RICHARD STRAUSS: Le Bourgeois Gentilhomme Suite; Duett-Concertino for clarinet and bassoon; Sextet from Capriccio – Daniel Sepec, violin/Nicole Kern, clarinet/Higinio Arrue, bassoon/The German Chamber Philharmonic of Bremen/Paavo Järvi – PentaTone

by | Sep 30, 2005 | SACD & Other Hi-Res Reviews | 0 comments

RICHARD STRAUSS: Le Bourgeois Gentilhomme Suite;
Duett-Concertino for clarinet and bassoon; Sextet from Capriccio –
Daniel Sepec, violin/Nicole Kern, clarinet/Higinio Arrue, bassoon/The
German Chamber Philharmonic of Bremen/Paavo Järvi – PentaTone
multichannel SACD PTC 5186 060, 65:36 ****:

Järvi observes in his introduction to the note booklet for this disc
that we generally only think of Richard Strauss as the composer of
large tone poems and operas, but he had another side which is
underrepresented in the concert hall. That chamber music side is what
this disc – recorded in 2003 at Radio Bremen – has been devoted
to.  Moliere’s comedy The Bourgeois Gentleman originally had
incidental music by Lully.  When Hugo von Hofmannsthal and Strauss
staged their version the composer provided 17 incidental pieces, which
he later rewrote into the present nine-movement suite.  Most of
the movements are quite short except for the concluding ten-minute The
Dinner. Both the spirit of Lully’s 18th century France and the more
burlesque quality of Hofmannsthal’s adaptation come thru in this
delightful music. There’s even a quote from Das Rheingold in The
Dinner, and much in the other sections satirizes the ostentatious airs
put on by the “gentleman.”

The lovely Duett-Concertino pits two very contrasting woodwinds against
one another.  Though composed in l947 for the Italian-Swiss Radio
ensemble, the work seems completely untouched by either Schoenberg’s
effect on modern music or by the experiences of WWII.  Strauss had
spoken of “the end of German music” with the end of the war (and his
involvement with the Nazis).  These three movements seem like a
nostalgic farewell to a Vienna of old which could never be again. The
naturalness and “air” around the individual players is clearly 
enhanced by the 5.0 option vs. either of the stereo mixes.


TASK PROMPT
From the listing below, pull out the lines that hold "okkar".

EXERCISE MATERIALS
════

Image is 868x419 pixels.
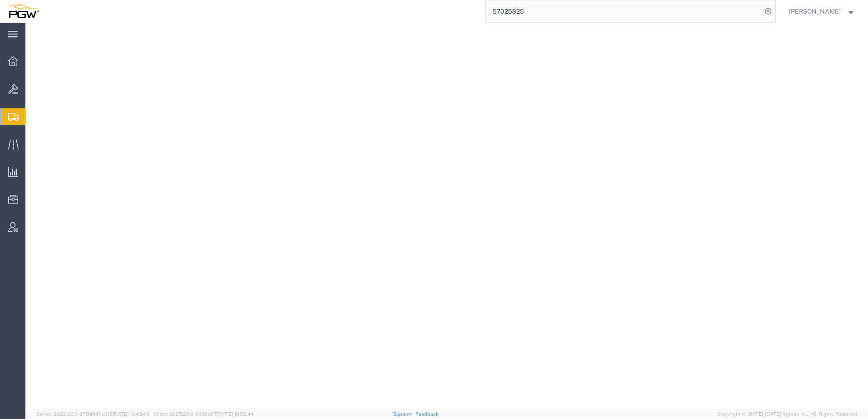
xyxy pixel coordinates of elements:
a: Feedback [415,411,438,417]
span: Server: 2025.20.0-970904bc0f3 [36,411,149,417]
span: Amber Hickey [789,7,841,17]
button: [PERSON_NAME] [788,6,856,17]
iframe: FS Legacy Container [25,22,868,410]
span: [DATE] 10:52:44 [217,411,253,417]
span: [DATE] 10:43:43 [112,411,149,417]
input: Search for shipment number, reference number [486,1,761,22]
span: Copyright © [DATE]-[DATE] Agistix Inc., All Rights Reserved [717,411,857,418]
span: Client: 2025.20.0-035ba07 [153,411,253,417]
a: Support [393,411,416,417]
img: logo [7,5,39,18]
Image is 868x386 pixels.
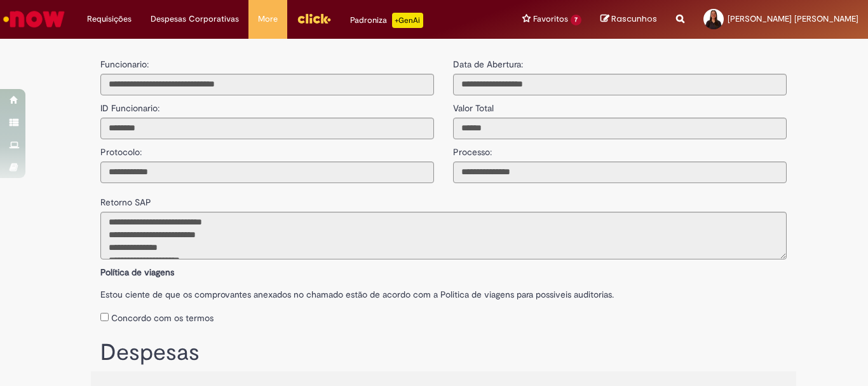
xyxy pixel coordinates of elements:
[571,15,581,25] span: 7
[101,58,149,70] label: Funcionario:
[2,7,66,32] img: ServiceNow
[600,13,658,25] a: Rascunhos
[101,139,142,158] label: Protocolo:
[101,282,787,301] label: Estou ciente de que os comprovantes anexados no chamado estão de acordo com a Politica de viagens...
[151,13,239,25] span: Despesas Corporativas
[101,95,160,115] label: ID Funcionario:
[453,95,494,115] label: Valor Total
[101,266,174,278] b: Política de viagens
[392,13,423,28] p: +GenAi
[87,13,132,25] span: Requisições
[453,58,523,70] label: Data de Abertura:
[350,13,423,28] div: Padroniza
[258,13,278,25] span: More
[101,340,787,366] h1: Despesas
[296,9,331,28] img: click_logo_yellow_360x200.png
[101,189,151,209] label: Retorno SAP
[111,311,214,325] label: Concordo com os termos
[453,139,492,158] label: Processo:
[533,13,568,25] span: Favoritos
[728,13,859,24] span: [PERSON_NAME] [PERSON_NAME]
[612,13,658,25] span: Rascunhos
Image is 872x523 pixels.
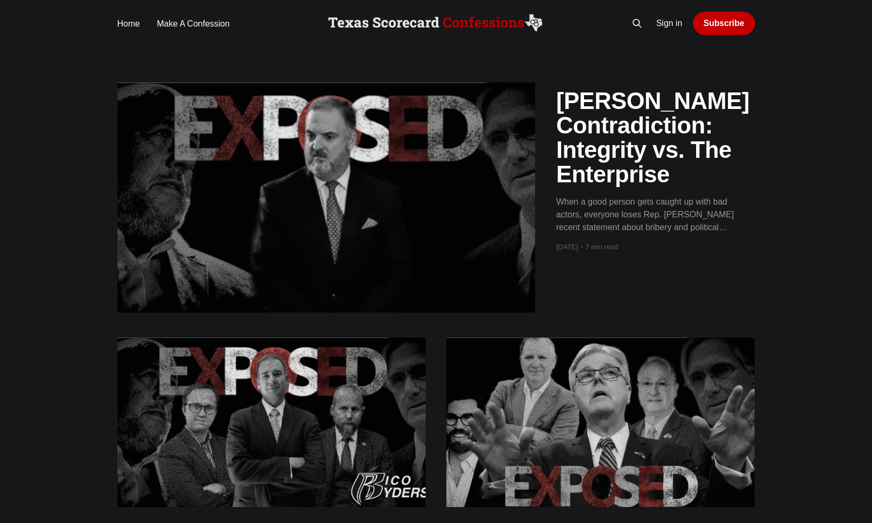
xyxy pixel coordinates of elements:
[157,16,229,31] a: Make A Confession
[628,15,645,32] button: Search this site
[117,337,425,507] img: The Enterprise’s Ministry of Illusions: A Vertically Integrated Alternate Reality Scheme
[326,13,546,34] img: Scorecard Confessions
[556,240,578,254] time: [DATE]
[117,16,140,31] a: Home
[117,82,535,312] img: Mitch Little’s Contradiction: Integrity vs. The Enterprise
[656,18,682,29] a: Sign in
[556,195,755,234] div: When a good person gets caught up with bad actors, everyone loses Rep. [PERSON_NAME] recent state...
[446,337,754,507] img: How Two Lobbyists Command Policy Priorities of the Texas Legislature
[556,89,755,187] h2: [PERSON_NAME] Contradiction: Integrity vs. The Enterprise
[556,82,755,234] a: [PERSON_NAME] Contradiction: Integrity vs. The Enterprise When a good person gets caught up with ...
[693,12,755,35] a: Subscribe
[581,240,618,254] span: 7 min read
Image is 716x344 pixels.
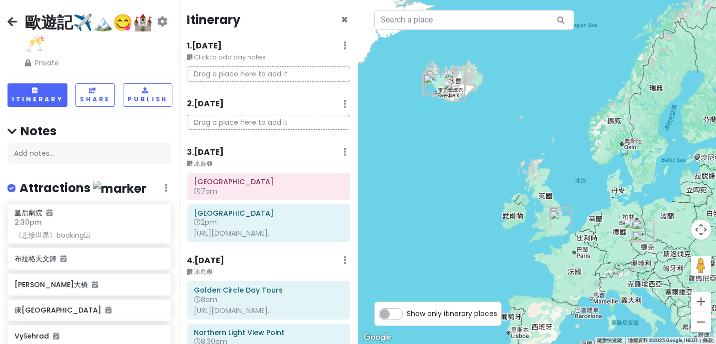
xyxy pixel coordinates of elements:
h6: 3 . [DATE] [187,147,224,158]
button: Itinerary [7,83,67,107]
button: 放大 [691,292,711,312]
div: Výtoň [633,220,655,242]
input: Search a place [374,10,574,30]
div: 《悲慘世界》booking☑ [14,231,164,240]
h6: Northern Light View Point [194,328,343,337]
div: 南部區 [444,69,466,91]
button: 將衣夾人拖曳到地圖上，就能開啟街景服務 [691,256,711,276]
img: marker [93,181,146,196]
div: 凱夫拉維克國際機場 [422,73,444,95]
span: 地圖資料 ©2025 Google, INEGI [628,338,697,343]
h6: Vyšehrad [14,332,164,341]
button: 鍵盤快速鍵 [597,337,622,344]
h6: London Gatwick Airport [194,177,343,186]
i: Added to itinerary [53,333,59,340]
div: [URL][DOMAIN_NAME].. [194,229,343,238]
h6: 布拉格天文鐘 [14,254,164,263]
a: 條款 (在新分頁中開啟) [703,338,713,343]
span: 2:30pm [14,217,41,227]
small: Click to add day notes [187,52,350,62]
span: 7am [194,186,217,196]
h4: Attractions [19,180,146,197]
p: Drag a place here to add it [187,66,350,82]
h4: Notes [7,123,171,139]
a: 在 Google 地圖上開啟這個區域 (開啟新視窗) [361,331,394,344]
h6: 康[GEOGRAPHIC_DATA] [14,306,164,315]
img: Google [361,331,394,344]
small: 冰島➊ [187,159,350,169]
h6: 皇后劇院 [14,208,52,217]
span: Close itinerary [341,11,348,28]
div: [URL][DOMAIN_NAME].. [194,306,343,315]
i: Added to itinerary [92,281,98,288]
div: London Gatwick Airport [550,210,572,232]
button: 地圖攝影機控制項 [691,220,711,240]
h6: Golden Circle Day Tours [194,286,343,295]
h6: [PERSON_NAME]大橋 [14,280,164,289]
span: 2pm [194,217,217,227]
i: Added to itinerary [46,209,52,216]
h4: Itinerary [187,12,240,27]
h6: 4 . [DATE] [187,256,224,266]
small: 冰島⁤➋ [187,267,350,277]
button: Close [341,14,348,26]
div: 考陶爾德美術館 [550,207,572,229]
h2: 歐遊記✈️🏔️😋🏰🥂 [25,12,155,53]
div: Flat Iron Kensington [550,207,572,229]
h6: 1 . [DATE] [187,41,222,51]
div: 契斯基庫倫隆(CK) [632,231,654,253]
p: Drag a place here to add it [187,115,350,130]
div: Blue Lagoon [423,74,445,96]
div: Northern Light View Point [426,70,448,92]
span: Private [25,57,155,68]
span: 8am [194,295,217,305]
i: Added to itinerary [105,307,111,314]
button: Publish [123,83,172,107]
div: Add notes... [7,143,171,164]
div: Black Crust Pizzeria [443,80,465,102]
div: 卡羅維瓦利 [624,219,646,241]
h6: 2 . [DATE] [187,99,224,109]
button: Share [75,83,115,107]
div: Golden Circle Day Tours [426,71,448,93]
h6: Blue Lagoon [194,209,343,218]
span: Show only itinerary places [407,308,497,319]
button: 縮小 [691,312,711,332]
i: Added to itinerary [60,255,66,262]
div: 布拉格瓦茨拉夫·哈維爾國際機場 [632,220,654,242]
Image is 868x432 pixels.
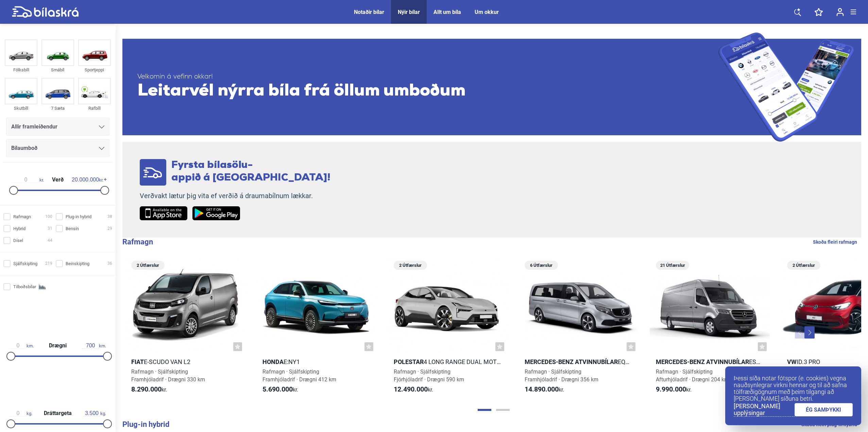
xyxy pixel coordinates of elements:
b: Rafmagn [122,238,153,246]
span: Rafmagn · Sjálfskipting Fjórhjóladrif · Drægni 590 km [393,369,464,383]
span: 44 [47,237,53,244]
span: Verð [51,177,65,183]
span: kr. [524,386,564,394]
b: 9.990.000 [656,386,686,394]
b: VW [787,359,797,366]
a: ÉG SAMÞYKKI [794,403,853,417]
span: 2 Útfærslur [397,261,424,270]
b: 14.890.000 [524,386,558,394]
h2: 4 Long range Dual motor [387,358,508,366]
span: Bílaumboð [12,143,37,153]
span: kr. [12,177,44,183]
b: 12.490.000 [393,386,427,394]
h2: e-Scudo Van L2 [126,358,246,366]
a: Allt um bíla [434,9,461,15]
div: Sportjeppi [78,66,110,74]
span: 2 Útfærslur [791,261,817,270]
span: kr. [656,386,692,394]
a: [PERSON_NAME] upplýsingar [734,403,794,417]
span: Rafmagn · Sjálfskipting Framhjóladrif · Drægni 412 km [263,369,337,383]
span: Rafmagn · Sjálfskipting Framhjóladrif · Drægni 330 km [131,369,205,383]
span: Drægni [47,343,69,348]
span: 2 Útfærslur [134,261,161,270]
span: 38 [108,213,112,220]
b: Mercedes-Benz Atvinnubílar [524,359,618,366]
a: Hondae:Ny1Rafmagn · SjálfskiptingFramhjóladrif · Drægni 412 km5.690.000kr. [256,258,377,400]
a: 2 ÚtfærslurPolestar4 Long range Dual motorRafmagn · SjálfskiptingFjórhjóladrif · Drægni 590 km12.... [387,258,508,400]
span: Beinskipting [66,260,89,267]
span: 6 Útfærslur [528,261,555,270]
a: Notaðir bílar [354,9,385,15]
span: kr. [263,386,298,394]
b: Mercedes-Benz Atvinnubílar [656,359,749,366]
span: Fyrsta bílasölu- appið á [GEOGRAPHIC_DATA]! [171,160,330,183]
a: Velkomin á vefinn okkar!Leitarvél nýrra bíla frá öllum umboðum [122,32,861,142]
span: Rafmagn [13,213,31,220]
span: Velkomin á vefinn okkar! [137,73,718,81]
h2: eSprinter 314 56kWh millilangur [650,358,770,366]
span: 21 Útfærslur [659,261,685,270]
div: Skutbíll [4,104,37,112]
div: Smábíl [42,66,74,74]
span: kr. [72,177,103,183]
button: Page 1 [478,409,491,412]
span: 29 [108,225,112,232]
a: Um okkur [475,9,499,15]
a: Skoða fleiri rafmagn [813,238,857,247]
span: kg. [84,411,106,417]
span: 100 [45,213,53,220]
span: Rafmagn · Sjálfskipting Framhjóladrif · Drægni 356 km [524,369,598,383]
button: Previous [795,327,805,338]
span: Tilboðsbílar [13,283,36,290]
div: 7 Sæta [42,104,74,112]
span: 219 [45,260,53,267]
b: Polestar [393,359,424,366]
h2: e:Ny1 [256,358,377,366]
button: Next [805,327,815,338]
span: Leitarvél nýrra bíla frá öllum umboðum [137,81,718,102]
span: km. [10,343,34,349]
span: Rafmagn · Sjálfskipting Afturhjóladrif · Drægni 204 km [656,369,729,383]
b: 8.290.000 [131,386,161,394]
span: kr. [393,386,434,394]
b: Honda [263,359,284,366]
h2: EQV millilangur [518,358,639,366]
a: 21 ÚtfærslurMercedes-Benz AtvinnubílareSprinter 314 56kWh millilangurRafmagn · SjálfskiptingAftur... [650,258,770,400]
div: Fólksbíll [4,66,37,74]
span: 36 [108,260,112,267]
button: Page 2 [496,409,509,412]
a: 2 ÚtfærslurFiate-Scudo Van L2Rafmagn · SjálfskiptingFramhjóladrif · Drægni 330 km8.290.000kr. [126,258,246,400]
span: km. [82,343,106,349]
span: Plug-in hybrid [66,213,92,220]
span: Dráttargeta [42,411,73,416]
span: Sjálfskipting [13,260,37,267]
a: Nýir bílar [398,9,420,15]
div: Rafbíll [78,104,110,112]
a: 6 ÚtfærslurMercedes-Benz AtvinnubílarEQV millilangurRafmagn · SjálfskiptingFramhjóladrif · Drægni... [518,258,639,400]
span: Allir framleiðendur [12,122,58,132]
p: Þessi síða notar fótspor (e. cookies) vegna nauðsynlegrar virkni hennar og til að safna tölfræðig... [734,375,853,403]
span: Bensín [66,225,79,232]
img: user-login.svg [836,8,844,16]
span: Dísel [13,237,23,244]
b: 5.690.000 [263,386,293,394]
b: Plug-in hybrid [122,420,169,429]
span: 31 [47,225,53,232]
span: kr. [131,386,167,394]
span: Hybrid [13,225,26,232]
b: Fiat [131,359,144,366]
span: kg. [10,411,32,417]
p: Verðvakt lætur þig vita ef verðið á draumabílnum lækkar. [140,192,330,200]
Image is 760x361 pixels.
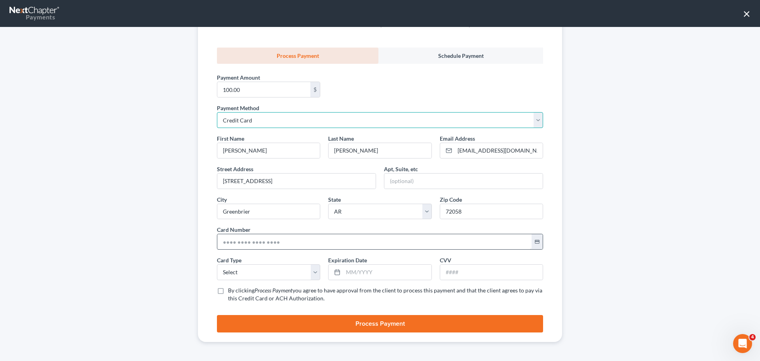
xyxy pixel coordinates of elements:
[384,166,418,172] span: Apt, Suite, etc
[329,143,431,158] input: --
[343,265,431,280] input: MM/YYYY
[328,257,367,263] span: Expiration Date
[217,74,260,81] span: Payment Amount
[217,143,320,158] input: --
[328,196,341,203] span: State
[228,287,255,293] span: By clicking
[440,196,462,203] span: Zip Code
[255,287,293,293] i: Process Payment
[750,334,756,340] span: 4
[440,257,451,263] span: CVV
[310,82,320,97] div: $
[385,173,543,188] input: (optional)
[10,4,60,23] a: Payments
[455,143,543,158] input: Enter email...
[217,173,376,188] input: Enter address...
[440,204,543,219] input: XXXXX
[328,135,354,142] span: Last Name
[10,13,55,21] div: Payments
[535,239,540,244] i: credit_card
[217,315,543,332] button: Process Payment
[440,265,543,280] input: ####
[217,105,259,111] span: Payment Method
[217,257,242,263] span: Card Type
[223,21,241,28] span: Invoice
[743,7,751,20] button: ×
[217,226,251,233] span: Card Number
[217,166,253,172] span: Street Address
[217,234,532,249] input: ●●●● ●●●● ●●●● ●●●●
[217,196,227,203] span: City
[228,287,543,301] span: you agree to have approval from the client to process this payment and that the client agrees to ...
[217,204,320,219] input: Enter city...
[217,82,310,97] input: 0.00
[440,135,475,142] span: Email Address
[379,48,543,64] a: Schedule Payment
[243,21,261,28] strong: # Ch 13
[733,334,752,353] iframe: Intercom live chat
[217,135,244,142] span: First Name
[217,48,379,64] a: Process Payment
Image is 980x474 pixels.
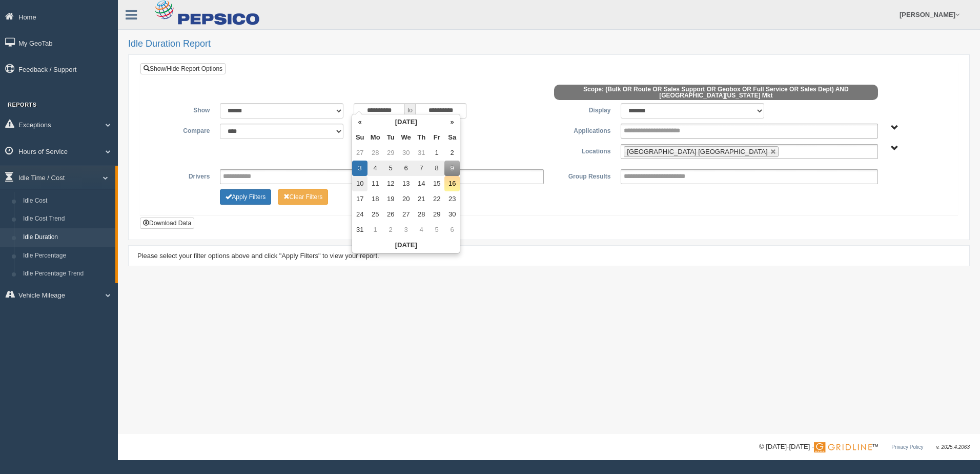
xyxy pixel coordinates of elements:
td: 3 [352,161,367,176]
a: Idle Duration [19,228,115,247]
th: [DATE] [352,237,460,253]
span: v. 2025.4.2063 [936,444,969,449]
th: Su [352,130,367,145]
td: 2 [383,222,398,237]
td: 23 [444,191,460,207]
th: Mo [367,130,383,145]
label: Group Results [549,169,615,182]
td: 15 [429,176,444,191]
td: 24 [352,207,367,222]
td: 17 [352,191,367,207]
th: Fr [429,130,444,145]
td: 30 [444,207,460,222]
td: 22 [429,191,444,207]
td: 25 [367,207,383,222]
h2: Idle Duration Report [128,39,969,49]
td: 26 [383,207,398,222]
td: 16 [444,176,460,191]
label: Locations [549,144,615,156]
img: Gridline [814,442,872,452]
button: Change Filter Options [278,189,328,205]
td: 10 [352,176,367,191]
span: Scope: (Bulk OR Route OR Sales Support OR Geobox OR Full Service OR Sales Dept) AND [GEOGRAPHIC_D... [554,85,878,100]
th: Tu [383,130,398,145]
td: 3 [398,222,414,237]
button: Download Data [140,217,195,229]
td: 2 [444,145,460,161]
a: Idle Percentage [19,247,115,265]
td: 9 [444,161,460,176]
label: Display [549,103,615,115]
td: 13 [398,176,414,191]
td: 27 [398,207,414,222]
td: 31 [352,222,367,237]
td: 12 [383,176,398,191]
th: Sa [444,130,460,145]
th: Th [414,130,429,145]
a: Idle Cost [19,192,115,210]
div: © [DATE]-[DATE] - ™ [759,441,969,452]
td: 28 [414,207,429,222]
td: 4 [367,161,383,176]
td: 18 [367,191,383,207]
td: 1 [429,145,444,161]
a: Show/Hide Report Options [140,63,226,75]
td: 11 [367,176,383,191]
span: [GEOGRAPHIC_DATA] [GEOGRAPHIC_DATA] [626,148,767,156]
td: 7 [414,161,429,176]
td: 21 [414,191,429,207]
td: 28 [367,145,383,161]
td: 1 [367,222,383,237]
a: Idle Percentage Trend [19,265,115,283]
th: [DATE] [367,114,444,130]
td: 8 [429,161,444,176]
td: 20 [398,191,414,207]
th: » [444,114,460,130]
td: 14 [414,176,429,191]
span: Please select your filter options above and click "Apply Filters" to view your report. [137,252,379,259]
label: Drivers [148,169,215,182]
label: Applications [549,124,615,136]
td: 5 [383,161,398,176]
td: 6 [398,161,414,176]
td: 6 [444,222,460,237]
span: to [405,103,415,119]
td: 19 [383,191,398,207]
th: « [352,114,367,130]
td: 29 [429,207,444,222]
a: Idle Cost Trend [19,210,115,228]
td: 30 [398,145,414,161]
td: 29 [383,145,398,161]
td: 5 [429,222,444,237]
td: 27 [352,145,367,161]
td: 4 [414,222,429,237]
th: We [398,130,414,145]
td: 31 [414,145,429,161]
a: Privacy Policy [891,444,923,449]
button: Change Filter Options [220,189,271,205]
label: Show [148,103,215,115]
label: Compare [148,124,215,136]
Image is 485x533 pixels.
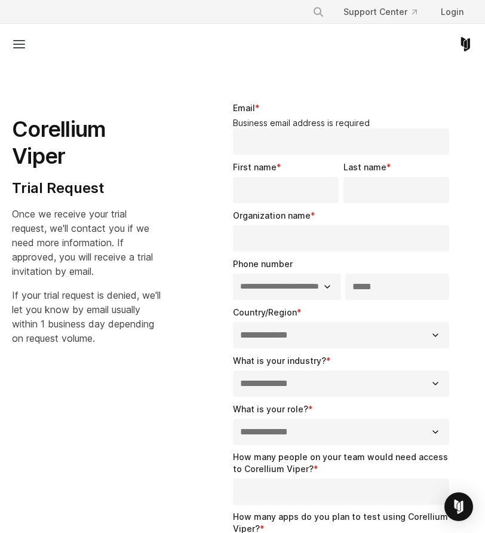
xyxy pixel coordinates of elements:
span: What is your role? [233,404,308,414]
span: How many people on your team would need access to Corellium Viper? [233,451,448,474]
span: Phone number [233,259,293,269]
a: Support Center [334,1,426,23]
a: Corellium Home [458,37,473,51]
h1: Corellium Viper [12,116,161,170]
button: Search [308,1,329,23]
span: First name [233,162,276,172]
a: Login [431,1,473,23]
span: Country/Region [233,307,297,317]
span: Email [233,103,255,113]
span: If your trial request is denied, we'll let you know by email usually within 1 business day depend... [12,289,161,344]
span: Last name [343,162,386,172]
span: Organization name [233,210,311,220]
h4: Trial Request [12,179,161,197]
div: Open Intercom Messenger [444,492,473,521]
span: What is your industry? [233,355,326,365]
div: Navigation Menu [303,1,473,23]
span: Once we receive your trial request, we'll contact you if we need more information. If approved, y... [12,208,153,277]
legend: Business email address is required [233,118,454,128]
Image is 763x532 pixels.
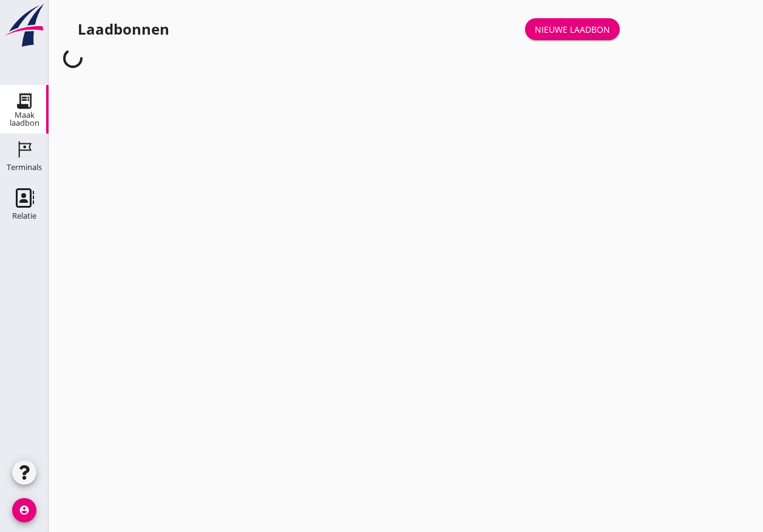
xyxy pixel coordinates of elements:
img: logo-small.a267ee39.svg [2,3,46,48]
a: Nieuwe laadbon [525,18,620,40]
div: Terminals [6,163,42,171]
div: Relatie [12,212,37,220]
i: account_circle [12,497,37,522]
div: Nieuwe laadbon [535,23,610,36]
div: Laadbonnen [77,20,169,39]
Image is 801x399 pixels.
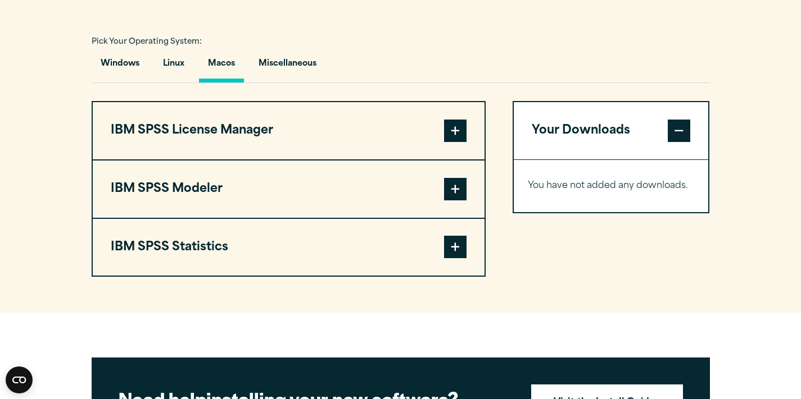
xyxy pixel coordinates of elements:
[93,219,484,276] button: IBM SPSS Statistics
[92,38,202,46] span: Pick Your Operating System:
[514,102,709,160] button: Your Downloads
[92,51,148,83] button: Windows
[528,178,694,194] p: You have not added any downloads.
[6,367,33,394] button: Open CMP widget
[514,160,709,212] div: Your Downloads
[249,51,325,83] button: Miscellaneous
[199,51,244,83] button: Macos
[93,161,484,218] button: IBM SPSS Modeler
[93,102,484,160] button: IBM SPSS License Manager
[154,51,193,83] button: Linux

════

RESULT
a: Velkomin á vefinn okkar!Leitarvél nýrra bíla frá öllum umboðum [122,32,861,142]
span: Velkomin á vefinn okkar! [137,73,718,81]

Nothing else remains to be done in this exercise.